"This is a challenging book, which should be read by all those interested in the history of capitalism and the formation of the social sciences. ...There is much to enjoy in each of these chapters, especially, the dialectical interweaving of liberal conceptions and their negation, and the careful delineation of context and claim. Ultimately, however, the book is a dissection of liberalism and its fractured and fracturing presence in the modern world."
-- John Holmwood Theory, Culture & Society
"Lisa Lowe’s ambitious new book is a reminder of the deft footwork now required of anyone attempting to negotiate this tricky terrain. In The Intimacies of Four Continents she aligns herself with postcolonial scholars like Ann Laura Stoler, Antoinette Burton, or Nayan Shah who have each provided a distinctive take on how ‘the “intimate” sphere of sexual, reproductive, or household relations’ served as ‘a site of empire’.”
-- David Glover New Formations
"[An] important asset to anyone interested in not just themes of colonialism, labour, trade, and slavery, and of Chinese Canadian prairie history respectively, but also critical methodologies—of how to read intimately for relations between people and communities and in relation across time and space—in order to grasp the possibilities of knowing that lie among what has been assumed unknowable, erased, or forgotten."
-- Stephanie Fung Canadian Literature
"Among the many fascinating contributions of the book, I found one of the most arresting to be Lowe’s suggestion in her voluminous discursive footnotes that contemporary neoliberalism, with its emphasis on 'human capital' around the world, needs to be linked with its prehistory of racialized commodification of people. For that insight alone, Lowe’s panoramic study is more than worth reading."
-- Samuel Moyn Canadian Journal of History
"Reading The Intimacies of Four Continents will change the way we look at global (and national) histories forever."
-- Etsuko Taketani Journal of American History
"The Intimacies of Four Continents will undoubtedly remain a touchstone text for those working...and struggling against those operations that continue to pronounce colonial divisions of humanity at once globally and in their local, regional, and differential instantiations."
-- Hossein Ayazi Qui Parle
"[A] work crucial for thinking not only about the history of modernity and empire but also about our enduring and decisive enterprise as readers."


Please reproduce the entries below exactly, leaving the pictures out.

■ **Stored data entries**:
== Segment start ==

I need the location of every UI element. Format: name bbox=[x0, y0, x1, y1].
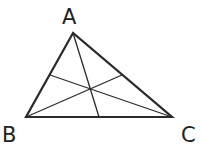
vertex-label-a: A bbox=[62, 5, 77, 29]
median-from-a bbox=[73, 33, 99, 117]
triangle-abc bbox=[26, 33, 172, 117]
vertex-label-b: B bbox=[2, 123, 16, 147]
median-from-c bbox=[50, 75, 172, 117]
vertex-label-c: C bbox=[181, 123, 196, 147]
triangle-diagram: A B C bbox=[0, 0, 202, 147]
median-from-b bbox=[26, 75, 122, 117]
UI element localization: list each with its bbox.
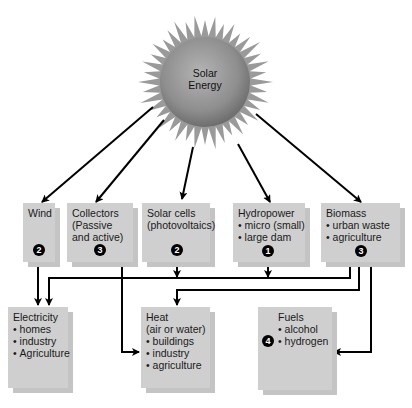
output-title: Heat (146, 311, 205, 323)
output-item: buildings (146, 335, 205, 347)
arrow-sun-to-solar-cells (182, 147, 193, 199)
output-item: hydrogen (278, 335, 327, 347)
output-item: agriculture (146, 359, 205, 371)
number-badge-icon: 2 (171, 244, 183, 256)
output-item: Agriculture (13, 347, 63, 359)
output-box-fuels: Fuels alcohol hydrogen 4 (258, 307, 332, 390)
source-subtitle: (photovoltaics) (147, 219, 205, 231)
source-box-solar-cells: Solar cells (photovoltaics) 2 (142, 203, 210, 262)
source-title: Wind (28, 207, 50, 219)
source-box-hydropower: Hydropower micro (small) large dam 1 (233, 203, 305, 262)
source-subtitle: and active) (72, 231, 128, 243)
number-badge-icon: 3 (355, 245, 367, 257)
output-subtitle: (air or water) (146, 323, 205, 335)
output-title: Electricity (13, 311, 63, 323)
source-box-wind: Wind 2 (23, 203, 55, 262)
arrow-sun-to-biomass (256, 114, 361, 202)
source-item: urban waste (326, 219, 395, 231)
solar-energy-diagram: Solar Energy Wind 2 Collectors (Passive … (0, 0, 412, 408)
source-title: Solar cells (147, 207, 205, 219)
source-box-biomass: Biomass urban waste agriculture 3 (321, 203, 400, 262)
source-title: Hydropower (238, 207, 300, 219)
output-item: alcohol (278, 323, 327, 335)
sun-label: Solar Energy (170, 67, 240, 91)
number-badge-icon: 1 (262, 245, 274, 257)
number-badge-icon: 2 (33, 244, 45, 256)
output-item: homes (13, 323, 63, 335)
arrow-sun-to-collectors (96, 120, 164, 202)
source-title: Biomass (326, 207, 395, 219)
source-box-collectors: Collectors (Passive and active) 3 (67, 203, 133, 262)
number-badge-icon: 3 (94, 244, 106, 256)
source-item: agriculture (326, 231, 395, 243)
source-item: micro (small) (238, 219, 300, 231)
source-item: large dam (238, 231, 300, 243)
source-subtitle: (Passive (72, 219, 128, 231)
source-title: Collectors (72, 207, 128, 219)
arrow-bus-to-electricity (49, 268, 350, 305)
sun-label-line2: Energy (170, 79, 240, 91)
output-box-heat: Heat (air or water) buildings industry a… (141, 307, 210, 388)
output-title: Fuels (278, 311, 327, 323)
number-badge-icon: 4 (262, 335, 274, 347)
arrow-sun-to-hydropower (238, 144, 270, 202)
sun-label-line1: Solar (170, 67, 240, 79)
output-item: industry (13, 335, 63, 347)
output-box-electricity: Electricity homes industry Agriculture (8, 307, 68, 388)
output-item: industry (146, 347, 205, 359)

== Segment end ==

■ **EXERCISE RESPONSE**:
I need the location of every UI element. Format: name bbox=[x0, y0, x1, y1].
vertex-label-a: A bbox=[62, 5, 77, 29]
median-from-a bbox=[73, 33, 99, 117]
triangle-abc bbox=[26, 33, 172, 117]
vertex-label-b: B bbox=[2, 123, 16, 147]
median-from-c bbox=[50, 75, 172, 117]
vertex-label-c: C bbox=[181, 123, 196, 147]
triangle-diagram: A B C bbox=[0, 0, 202, 147]
median-from-b bbox=[26, 75, 122, 117]
UI element localization: list each with its bbox.
output-title: Heat (146, 311, 205, 323)
output-item: buildings (146, 335, 205, 347)
arrow-sun-to-solar-cells (182, 147, 193, 199)
output-item: hydrogen (278, 335, 327, 347)
output-item: agriculture (146, 359, 205, 371)
number-badge-icon: 2 (171, 244, 183, 256)
output-item: Agriculture (13, 347, 63, 359)
output-box-fuels: Fuels alcohol hydrogen 4 (258, 307, 332, 390)
source-subtitle: (photovoltaics) (147, 219, 205, 231)
source-box-solar-cells: Solar cells (photovoltaics) 2 (142, 203, 210, 262)
source-title: Wind (28, 207, 50, 219)
source-box-hydropower: Hydropower micro (small) large dam 1 (233, 203, 305, 262)
source-subtitle: and active) (72, 231, 128, 243)
number-badge-icon: 3 (355, 245, 367, 257)
output-subtitle: (air or water) (146, 323, 205, 335)
output-title: Electricity (13, 311, 63, 323)
source-box-wind: Wind 2 (23, 203, 55, 262)
arrow-sun-to-biomass (256, 114, 361, 202)
source-item: urban waste (326, 219, 395, 231)
solar-energy-diagram: Solar Energy Wind 2 Collectors (Passive … (0, 0, 412, 408)
source-title: Solar cells (147, 207, 205, 219)
source-box-biomass: Biomass urban waste agriculture 3 (321, 203, 400, 262)
source-title: Hydropower (238, 207, 300, 219)
output-item: alcohol (278, 323, 327, 335)
sun-label: Solar Energy (170, 67, 240, 91)
number-badge-icon: 1 (262, 245, 274, 257)
number-badge-icon: 2 (33, 244, 45, 256)
output-item: homes (13, 323, 63, 335)
arrow-sun-to-collectors (96, 120, 164, 202)
source-title: Biomass (326, 207, 395, 219)
source-box-collectors: Collectors (Passive and active) 3 (67, 203, 133, 262)
number-badge-icon: 3 (94, 244, 106, 256)
source-item: agriculture (326, 231, 395, 243)
source-item: micro (small) (238, 219, 300, 231)
source-item: large dam (238, 231, 300, 243)
source-subtitle: (Passive (72, 219, 128, 231)
source-title: Collectors (72, 207, 128, 219)
arrow-bus-to-electricity (49, 268, 350, 305)
sun-label-line2: Energy (170, 79, 240, 91)
output-box-heat: Heat (air or water) buildings industry a… (141, 307, 210, 388)
output-title: Fuels (278, 311, 327, 323)
number-badge-icon: 4 (262, 335, 274, 347)
arrow-sun-to-hydropower (238, 144, 270, 202)
sun-label-line1: Solar (170, 67, 240, 79)
output-item: industry (13, 335, 63, 347)
output-box-electricity: Electricity homes industry Agriculture (8, 307, 68, 388)
output-item: industry (146, 347, 205, 359)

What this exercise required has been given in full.